Joan Didion at Hartford Stage/photo by Anne Marie Cannon |
In some cases, brutally true.
Now, over forty years later, I’ve had the opportunity to see
Joan Didion interviewed at Hartford Stage a few days ago. Between then—four
decades ago -- and now, I studied her journalism and then her more
autobiographical essays. I am being careful
not to call her more recent books -- The
Year of Magical Thinking and Blue Nights -- memoirs. Onstage she said
she disliked the word “memoir.”
Maybe The Year of
Magical Thinking and Blue Nights, should
be called the New Memoir. Yes Didion focuses on her life story in TYOMT, after
her husband of almost forty years, John Dunne, dies suddenly in 2003, and then
again in BN, after her daughter Quintana Roo passes after a series of illnesses
less than two years later. But to simply call these tragedies "life stories" would
be as misrepresentative as calling the title essay in Didion’s Slouching
Towards Bethlehem simply a magazine feature story. The recent books do not just
pass through the days that followed the two sad events. The accounts ricochet deeper
into Didion's psyche, her stream of consciousness, and back out to the reader’s psyche. The culture's psyche. Over and over again. Not your ordinary Random House memoir.

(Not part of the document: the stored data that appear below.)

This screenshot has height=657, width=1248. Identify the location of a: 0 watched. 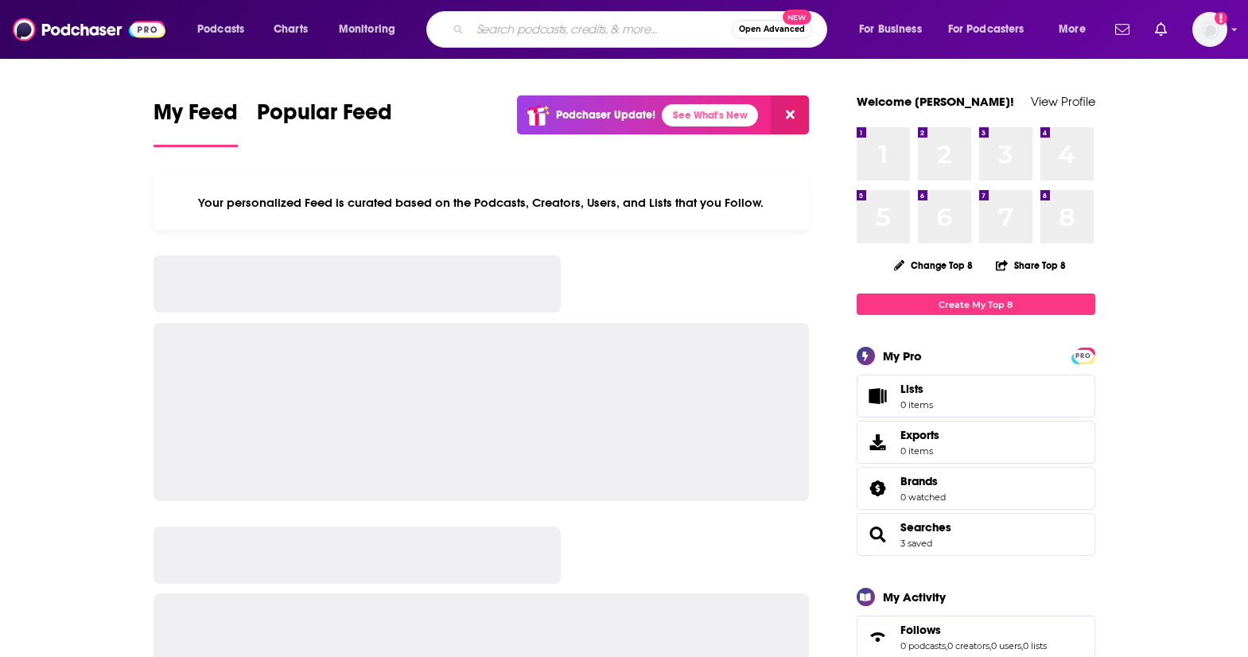
(923, 497).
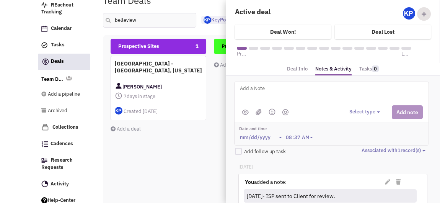  What do you see at coordinates (281, 11) in the screenshot?
I see `h4: Active deal` at bounding box center [281, 11].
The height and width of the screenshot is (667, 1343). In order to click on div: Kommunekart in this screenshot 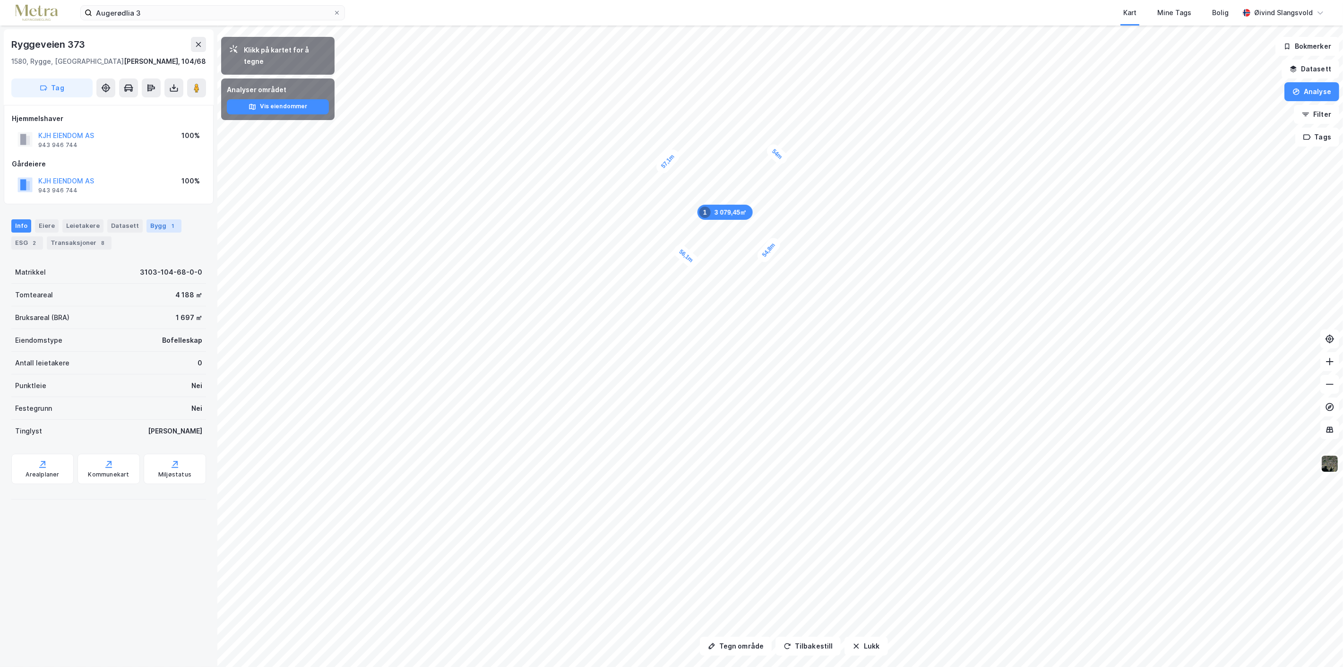, I will do `click(108, 474)`.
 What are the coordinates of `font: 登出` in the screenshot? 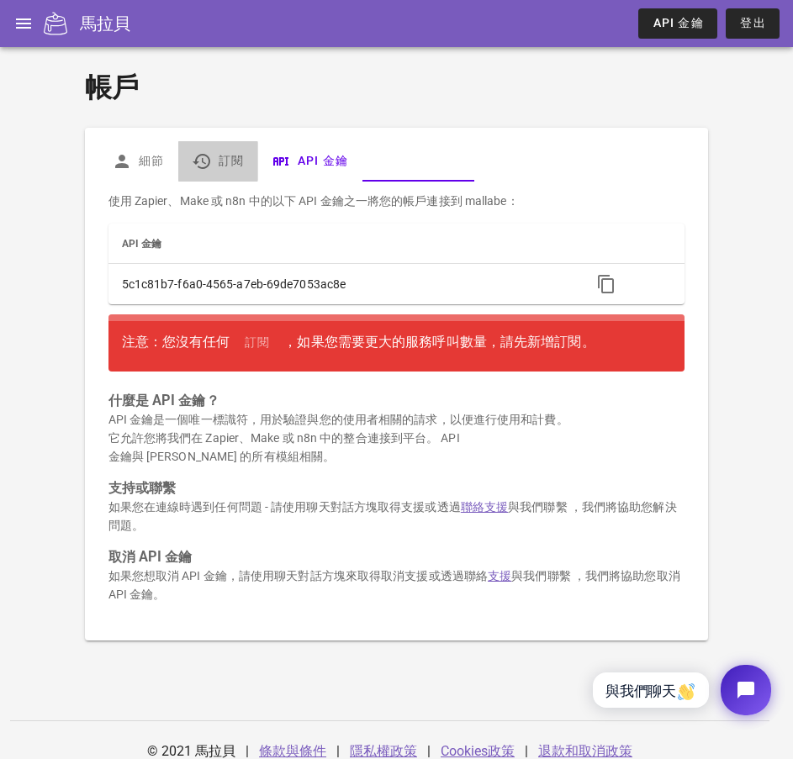 It's located at (753, 23).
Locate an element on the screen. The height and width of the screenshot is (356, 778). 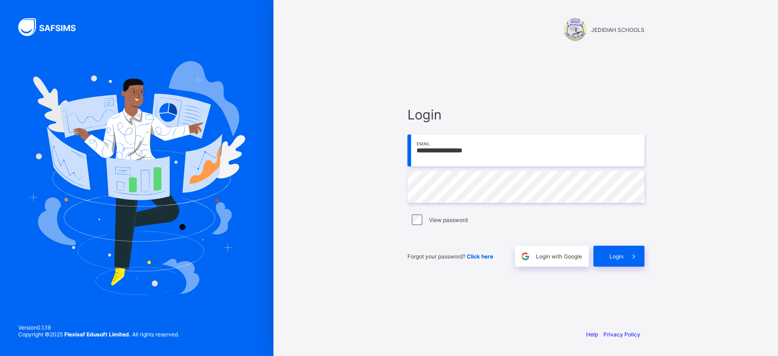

Neither was Joan Didion’s onstage presence an everyday
literary event. Escorted to a chair next to the moderator, she looked fragile.
She sat more steadily and seemed to warm up to the conversation with an
admiring, well-versed student of her work. Despite the lapse of a memory or
two, Didion carefully thought
through her answers, whether one word or a few, about people in her life and
passages in her books.
When the format moved on to audience Q & A, she took
question after question until there were no longer any hands raised. Why did she pick us? one woman queried, as if
we were a specially designated audience. Didion reminded us her husband was originally
from West Hartford and, even more matter-of-factly, that she was just
doing what she usually does this evening–
talking to people. Another questioner wondered about the compromises the author
and her husband must have faced while writing screenplays for Hollywood. I can’t remember Didion’s exact reply, but she
seemed nonplussed, explaining that she and John were in California to make a
living – "writing well." From the way she did say,” It’s what we did,” I inferred
she did not feel victim of or partner to any Screen Guild shenanigans.
One question and answer from the event resonates the most with
me. A gentleman referred to a piece he had read last week in The New York Times that raised the
question Can Women Have it All? He
was fishing for a cultural quote from a cultural icon. Something that the
audience could take home as the feminist voice of the times, not the single
opinion of a writer/wife/mother/widow. But Didion didn’t speak for women
everywhere. After expressing her discomfort with sizing up the gist of an article she had
not read, she wound up speaking , instead, for everyone simply by saying, “But tell me. Can anyone really have it all?“
Thanks for writing about what must have been a unique evening with Joan Didion.
ReplyDeleteAnd thanks for listening Holly. The event was not highly publicized. I was on the HSC website for something else when I saw it.